Lomax glanced over at her, a hint of small bitter amusement in his face.
"You're sure," he said.
"Tell me, yes, I'm curious."
He pulled his right hand out from behind his head and used the middle finger to groom first one sideburn, then the other.
"Flat-Chested Bitch," he said.
Her mouth went tight. Supine, she rolled rightward, swinging her left arm up and over to deliver a roundhouse blow to the area just above his right eye. He folded up, oddly, as though he'd been hit in the groin. Both hands covering his right eye, he turned away from her, his body compact, close to the edge of the bed.
"It's a joke name," he said.
The second blow, a hammerlike left, caught him behind the ear. The radio pager began beeping again.
"It doesn't mean anything," he said. "It's just the way we communicate, in abbreviations, in codes sometimes. We give everybody a different kind of name. Some are a lot worse than yours."
Grace lay back on the bed, listening to the paging device emit its programmed series of noises. Her mouth was still rigid but she was breathing normally, as though spasms of violence were common in her life.
Moll sat in the tub, trying to turn the pages of the early edition of the _Times_ without getting them wet.
Interesting item back near the obits.
Learned today that Senator Lloyd Percival was married last Thursday in Bethesda, Maryland, hours after his divorce became final.
Bride is Dayton (DeDe) Baker, 20, a specimen trainee at the Medical Museum of the Armed Forces Institute of Pathology, Washington, D.C.
Funny but puzzling.
Ceremony performed in the meditation suite of the Stone Hollow Country Club by the Rev. Penny W. Parker, founder of the Humanist Missions.
Jesus.
The story, amid some typographical chaos, went on to quote the Senator, 6i, as saying today that he felt "reborn, revitalized-ready to attempt bold new ventures." He was interviewed with his wife before the couple left for the airport, en route to an undisclosed destination.
The next day at the office, on an impulse, Moll looked for the story in the late city edition. She found that a paragraph had been left out of the earlier version. She filled in the rest by walking down the ball and checking the magazine's files.
The bride's father was the late Freeman Reed Baker, a well-known authority on Persian art and culture. He was also the central figure in a scandal involving the disappearance, fifteen years earlier, of rare examples of ancient erotica- carpet-weavings, textiles, metalwork-from a legendary private collection in Isfahan.

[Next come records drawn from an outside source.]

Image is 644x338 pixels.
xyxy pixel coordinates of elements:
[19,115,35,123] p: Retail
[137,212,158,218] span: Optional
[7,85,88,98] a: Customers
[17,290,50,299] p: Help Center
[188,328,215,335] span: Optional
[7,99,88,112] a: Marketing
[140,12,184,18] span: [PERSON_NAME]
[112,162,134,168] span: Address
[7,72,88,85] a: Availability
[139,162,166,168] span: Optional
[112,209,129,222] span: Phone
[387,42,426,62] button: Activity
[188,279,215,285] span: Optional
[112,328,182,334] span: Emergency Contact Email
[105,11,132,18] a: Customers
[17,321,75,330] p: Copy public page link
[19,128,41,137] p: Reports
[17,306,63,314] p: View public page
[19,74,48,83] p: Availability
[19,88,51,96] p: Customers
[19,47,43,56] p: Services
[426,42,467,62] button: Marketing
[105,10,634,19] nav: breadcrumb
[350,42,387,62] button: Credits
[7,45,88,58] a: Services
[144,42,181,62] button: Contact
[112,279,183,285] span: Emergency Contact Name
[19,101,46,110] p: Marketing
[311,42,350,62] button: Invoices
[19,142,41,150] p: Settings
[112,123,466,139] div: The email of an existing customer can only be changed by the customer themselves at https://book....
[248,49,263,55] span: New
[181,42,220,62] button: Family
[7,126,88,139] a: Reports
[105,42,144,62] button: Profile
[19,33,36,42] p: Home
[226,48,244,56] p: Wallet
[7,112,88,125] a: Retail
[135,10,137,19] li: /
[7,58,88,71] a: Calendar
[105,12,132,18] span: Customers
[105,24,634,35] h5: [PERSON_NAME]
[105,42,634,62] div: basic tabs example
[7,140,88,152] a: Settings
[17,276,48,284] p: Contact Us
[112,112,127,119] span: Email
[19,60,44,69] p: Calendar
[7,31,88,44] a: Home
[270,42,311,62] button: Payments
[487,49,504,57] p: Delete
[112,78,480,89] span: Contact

I am beginning to understand.
At the time of the apparent theft, Dr. Baker had been special curator of the so-called Forbidden Rooms, a restricted area of the collection.
Very sexy stuff.
He died of natural causes three years ago in eastern Turkey, still under a cloud of suspicion. The treasures have not been recovered.
Back in her cubicle, Moll wondered if Lightborne had seen the story. If so, he'd be saying a mental farewell to Lloyd Precival. The Senator has clearly abandoned fortress Berlin, _Nazis in motion_, preferring the reassurances of desert stillness. The art of mystics and nomads. Old-fashioned contentments.
6
Selvy found a Sam Browne belt in someone's foot locker in the long barracks. He put it on. A decent enough fit. He liked the feel of the shoulder strap that extended diagonally across his chest. He thought he might figure out a way to attach the bolo somehow, knowing that the original belt had been designed, by a one-armed British general, to support a sword.